Super Mario Bros. (1993) - ★★ ½ - Is this a good movie? Not really, but not because of the awkward special effects or the extravagant … lack of fealty to the source material. Honestly, I love the fact that the colorful world of the early Mario video games was replaced here with a grimy, dystopian sci-fi city; it makes the moments of game-y silliness — like the super jump boots or the Bob-Omb — really feel special. I just wish the script was more consistently funny and the action was a little less coincidental. Gotta admire the audacity of the BTTF-esque ending though.
Follow me on Letterboxd for more reviews as-they-happen!
💀 What I’m TikTok-ing
Just a normal dog eating a pineapple
A very Septembery mashup (wear headphones)

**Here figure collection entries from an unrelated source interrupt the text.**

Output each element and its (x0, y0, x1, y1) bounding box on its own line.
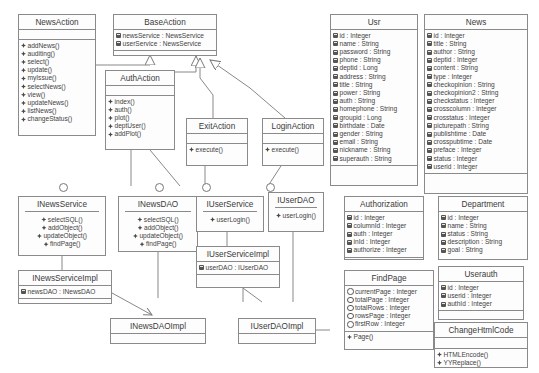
class-box-baseaction[interactable]: BaseAction newsService : NewsService use… (113, 14, 217, 56)
class-attributes-authorization: id : Integer columnId : Integer auth : I… (345, 212, 423, 258)
attribute-icon (427, 41, 432, 46)
attribute-icon (441, 232, 446, 237)
attribute-icon (333, 74, 338, 79)
class-title-inewsdaoimpl: INewsDAOImpl (111, 319, 205, 334)
method-icon (437, 360, 442, 365)
class-box-authorization[interactable]: Authorization id : Integer columnId : In… (344, 196, 424, 260)
method-label: auth() (115, 106, 132, 114)
attribute-label: address : String (340, 73, 386, 81)
class-box-iuserdaoimpl[interactable]: IUserDAOImpl (238, 318, 316, 344)
class-box-inewsdao[interactable]: INewsDAO selectSQL() addObject() updateO… (118, 196, 198, 252)
class-title-loginaction: LoginAction (263, 119, 323, 134)
method-icon (108, 132, 113, 137)
attribute-label: groupid : Long (340, 114, 382, 122)
class-title-iuserserviceimpl: IUserServiceImpl (197, 247, 279, 262)
title-underline (275, 207, 317, 208)
attribute-label: content : String (434, 64, 478, 72)
attribute-icon (427, 50, 432, 55)
method-label: myIssue() (28, 74, 57, 82)
class-title-exitaction: ExitAction (187, 119, 247, 134)
method-icon (210, 217, 215, 222)
attribute-label: totalRows : Integer (355, 304, 410, 312)
class-title-baseaction: BaseAction (114, 15, 216, 30)
interface-lollipop-iuserservice (202, 183, 211, 192)
attribute-label: inId : Integer (354, 238, 391, 246)
attribute-icon (347, 215, 352, 220)
attribute-icon (333, 99, 338, 104)
attribute-label: id : Integer (448, 214, 479, 222)
attribute-icon (347, 313, 354, 320)
attribute-icon (333, 132, 338, 137)
attribute-icon (441, 240, 446, 245)
method-icon (21, 84, 26, 89)
class-methods-iuserserviceimpl (197, 275, 279, 284)
class-body-iuserdaoimpl (239, 334, 315, 343)
method-label: selectNews() (28, 83, 66, 91)
method-label: updateObject() (43, 232, 87, 240)
class-box-iuserserviceimpl[interactable]: IUserServiceImpl userDAO : IUserDAO (196, 246, 280, 288)
method-label: findPage() (50, 240, 80, 248)
class-attributes-authaction (106, 86, 174, 96)
attribute-label: goal : String (448, 246, 483, 254)
class-attributes-iuserserviceimpl: userDAO : IUserDAO (197, 262, 279, 275)
class-box-news[interactable]: News id : Integer title : String author … (424, 14, 528, 194)
class-box-iuserservice[interactable]: IUserService userLogin() (196, 196, 264, 232)
attribute-icon (347, 223, 352, 228)
attribute-label: userid : Integer (434, 163, 478, 171)
method-label: update() (28, 66, 53, 74)
class-box-authaction[interactable]: AuthAction index() auth() plot() deptUse… (105, 70, 175, 150)
class-methods-changehtmlcode: HTMLEncode() YYReplace() (435, 349, 527, 369)
class-box-department[interactable]: Department id : Integer name : String st… (438, 196, 528, 260)
method-icon (21, 117, 26, 122)
method-label: addObject() (48, 224, 82, 232)
class-attributes-findpage: currentPage : Integer totalPage : Intege… (345, 286, 433, 332)
class-box-userauth[interactable]: Userauth id : Integer userid : Integer a… (438, 266, 524, 320)
class-title-inewsserviceimpl: INewsServiceImpl (19, 271, 111, 286)
attribute-icon (427, 91, 432, 96)
attribute-icon (347, 297, 354, 304)
class-methods-inewsserviceimpl (19, 299, 111, 308)
method-icon (41, 217, 46, 222)
attribute-icon (347, 248, 352, 253)
attribute-label: email : String (340, 138, 378, 146)
class-methods-loginaction: execute() (263, 144, 323, 156)
method-label: execute() (196, 146, 224, 154)
attribute-label: preface : Integer (434, 146, 482, 154)
class-box-iuserdao[interactable]: IUserDAO userLogin() (268, 192, 324, 232)
class-box-changehtmlcode[interactable]: ChangeHtmlCode HTMLEncode() YYReplace() (434, 322, 528, 368)
class-box-findpage[interactable]: FindPage currentPage : Integer totalPage… (344, 270, 434, 350)
attribute-icon (347, 232, 352, 237)
class-box-inewsserviceimpl[interactable]: INewsServiceImpl newsDAO : INewsDAO (18, 270, 112, 304)
title-underline (125, 211, 191, 212)
class-box-loginaction[interactable]: LoginAction execute() (262, 118, 324, 166)
attribute-icon (116, 41, 121, 46)
class-box-exitaction[interactable]: ExitAction execute() (186, 118, 248, 166)
attribute-label: power : String (340, 89, 381, 97)
class-box-inewsdaoimpl[interactable]: INewsDAOImpl (110, 318, 206, 344)
attribute-icon (333, 41, 338, 46)
method-label: deptUser() (115, 122, 146, 130)
class-box-inewsservice[interactable]: INewsService selectSQL() addObject() upd… (18, 196, 106, 256)
method-label: index() (115, 98, 135, 106)
attribute-label: userDAO : IUserDAO (206, 264, 269, 272)
class-attributes-loginaction (263, 134, 323, 144)
attribute-icon (427, 74, 432, 79)
attribute-icon (441, 248, 446, 253)
attribute-label: id : Integer (434, 32, 465, 40)
class-title-news: News (425, 15, 527, 30)
class-title-changehtmlcode: ChangeHtmlCode (435, 323, 527, 338)
class-box-usr[interactable]: Usr id : Integer name : String password … (330, 14, 418, 186)
method-icon (140, 242, 145, 247)
attribute-icon (333, 58, 338, 63)
attribute-icon (333, 123, 338, 128)
attribute-icon (333, 33, 338, 38)
class-box-newsaction[interactable]: NewsAction addNews() auditing() select()… (18, 14, 96, 136)
method-icon (108, 116, 113, 121)
class-methods-findpage: Page() (345, 332, 433, 344)
interface-lollipop-inewsdao (155, 183, 164, 192)
class-attributes-userauth: id : Integer userid : Integer authId : I… (439, 282, 523, 311)
attribute-icon (441, 223, 446, 228)
class-title-userauth: Userauth (439, 267, 523, 282)
class-title-authorization: Authorization (345, 197, 423, 212)
attribute-icon (427, 33, 432, 38)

A great laundry productivity hack
🦆 About the Ducks
Man, generative AI has gotten crazy impressive, but every time it fails to do something simple, it’s honestly a relief. Here’s the original prompt I gave ChatGPT and what it spat out:
draw a colorful picture, with a landscape aspect ratio, of two ducks facing each other. both are wearing blue overalls, and one of them has a red shirt, black mustache, and a red hat with an "M" on it. The other has a green shirt, brown mustache, and green hat with the letter "L" on it. They are surrounded by red-and-white mushrooms
Pretty good, but there’s one obvious error: Luigi-duck’s hat.
So I said, the duck on the right should have an "L" on his hat instead of an "M”

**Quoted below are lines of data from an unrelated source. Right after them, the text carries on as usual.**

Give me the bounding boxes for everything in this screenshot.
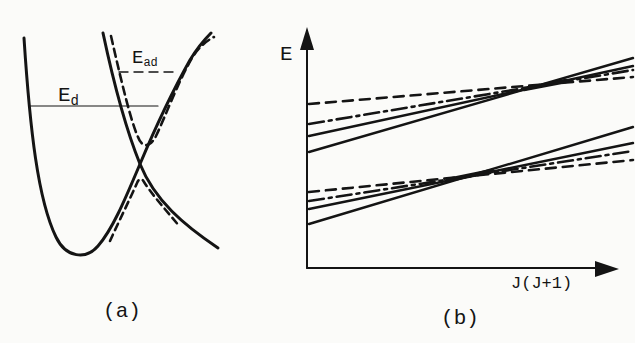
- panel-a-Ead-label: Ead: [132, 47, 158, 70]
- panel-b-caption: (b): [441, 307, 479, 330]
- panel-b-y-axis-arrowhead: [300, 27, 314, 50]
- figure-canvas: Ed Ead (a) E J(J+1): [0, 0, 635, 343]
- panel-b-upper-dashdot-line: [309, 70, 633, 124]
- panel-b-upper-solid-steep-line: [309, 58, 633, 152]
- panel-a-steep-curve: [103, 33, 218, 248]
- panel-b-upper-solid-shallow-line: [309, 66, 633, 136]
- panel-a: [24, 33, 218, 255]
- panel-b: [300, 27, 633, 277]
- panel-a-caption: (a): [103, 300, 141, 323]
- figure-avoided-crossing: Ed Ead (a) E J(J+1): [0, 0, 635, 343]
- panel-a-Ed-label: Ed: [58, 84, 79, 109]
- panel-b-y-axis-label: E: [280, 43, 293, 66]
- panel-b-x-axis-label: J(J+1): [511, 274, 572, 293]
- panel-b-x-axis-arrowhead: [595, 261, 619, 277]
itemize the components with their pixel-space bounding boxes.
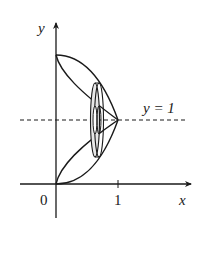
lower-outer-curve xyxy=(56,120,118,184)
diagram-canvas: y x 0 1 y = 1 xyxy=(0,0,205,270)
x-tick-label-1: 1 xyxy=(114,192,122,208)
upper-inner-curve xyxy=(56,55,118,120)
upper-outer-curve xyxy=(56,55,118,120)
x-axis-label: x xyxy=(178,192,186,208)
rotation-axis-label: y = 1 xyxy=(141,100,175,116)
y-axis-label: y xyxy=(36,20,45,36)
washer-slice xyxy=(91,83,104,157)
origin-label: 0 xyxy=(40,192,48,208)
lower-inner-curve xyxy=(56,120,118,184)
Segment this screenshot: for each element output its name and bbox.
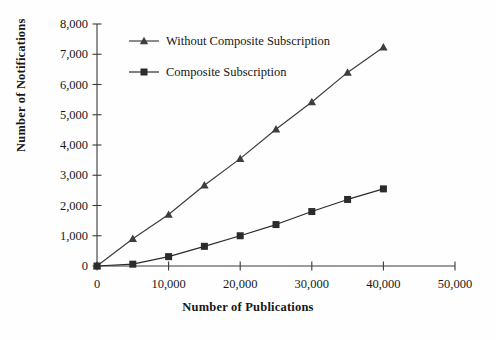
x-tick-label: 40,000	[366, 277, 400, 292]
x-tick-label: 0	[94, 277, 100, 292]
y-tick-label: 6,000	[60, 77, 88, 92]
y-tick-label: 4,000	[60, 138, 88, 153]
chart-figure: Number of Notifications Number of Public…	[0, 0, 496, 340]
legend-marker-group	[129, 37, 159, 76]
x-axis-title: Number of Publications	[0, 300, 496, 315]
y-tick-label: 1,000	[60, 228, 88, 243]
y-tick-label: 3,000	[60, 168, 88, 183]
y-tick-label: 2,000	[60, 198, 88, 213]
y-tick-label: 7,000	[60, 47, 88, 62]
x-tick-label: 50,000	[438, 277, 472, 292]
x-tick-label: 30,000	[295, 277, 329, 292]
x-tick-label: 10,000	[151, 277, 185, 292]
legend-item-label: Without Composite Subscription	[166, 34, 330, 49]
y-tick-label: 5,000	[60, 107, 88, 122]
y-tick-label: 0	[82, 259, 88, 274]
axis-lines	[97, 24, 455, 266]
legend-item-label: Composite Subscription	[166, 65, 287, 80]
tick-marks	[93, 24, 456, 271]
y-tick-label: 8,000	[60, 17, 88, 32]
x-tick-label: 20,000	[223, 277, 257, 292]
y-axis-title: Number of Notifications	[14, 18, 29, 152]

We got the picture at the top, which I accepted because it’s less chaotic than this first output and, honestly, who cares? (sorry, Luigi stans).
It’s clear the AI knew what I was getting at because I didn’t even specify the color of the overalls’ buttons, or the fact that the initials on the hats should be encircled. But for whatever reason, generating an “L” wasn’t on the table. Weird!